Busy!

For Memorial Day weekend, I am going to Canada with my daughter on our first Daddy-Daughter trip! I’m excited to spend a few days with my daughter. I am also anxious over the time I’ll be away from the office and work of the presbytery. I look at each day and think of all I could accomplish instead of how I might enjoy time with my daughter.

Since right before Easter, my schedule got a super boost. I can tell when the calendar and schedule is overwhelming. It’s when I’m in a Zoom meeting, while taking a phone call and writing an email at the same time. The other sign is when appointments are back-to-back-to-back, without time in between to think about what went before or what is coming after. Being busy is exhausting, but it is also a badge of worth and value in our society.

In his article “The Busy Trap” (New York Times, June 30, 2012), Tim Kreider writes that “People who talk about being busy are often boasting in disguise. They’re busy because of their own ambition or drive or anxiety, because they’re addicted to busyness and dread what they might have to face in its absence.” Kreider sounds a bit harsh, but he is making a point about busyness and responsibility. It reminds me of what I learned about dieting and eating. Everything I eat, I put in my own mouth! No one forces it upon me. The same can be said about my schedule.

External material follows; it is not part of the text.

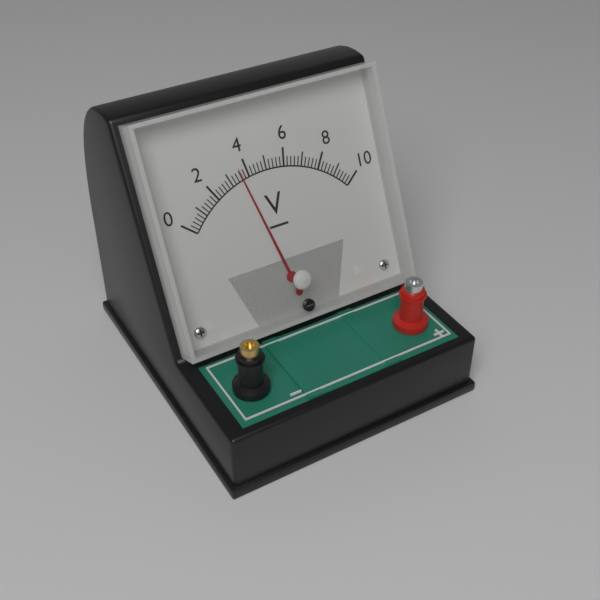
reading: 3.6 V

To slow down, to be idle, goes against my internal parent and memories of childhood of being scolded if I were caught daydreaming. But for Kreider, “Idleness is not just a vacation, an indulgence or a vice. . . The space and quiet that idleness provides is a necessary condition for standing back from life and seeing it whole, for making unexpected connections and waiting for the wild summer lightning strikes of inspiration — it is, paradoxically, necessary to getting any work done.” Idleness can be the source of vision and inspiration. Idleness can be productive.

Kreider makes one more statement about work and busyness. It affects how we are in relationships. He writes, “But I did make a conscious decision, a long time ago, to choose time over money, since I’ve always understood that the best investment of my limited time on earth was to spend it with people I love. Life is too short to be busy.” Amen, Mr. Kreider! Amen!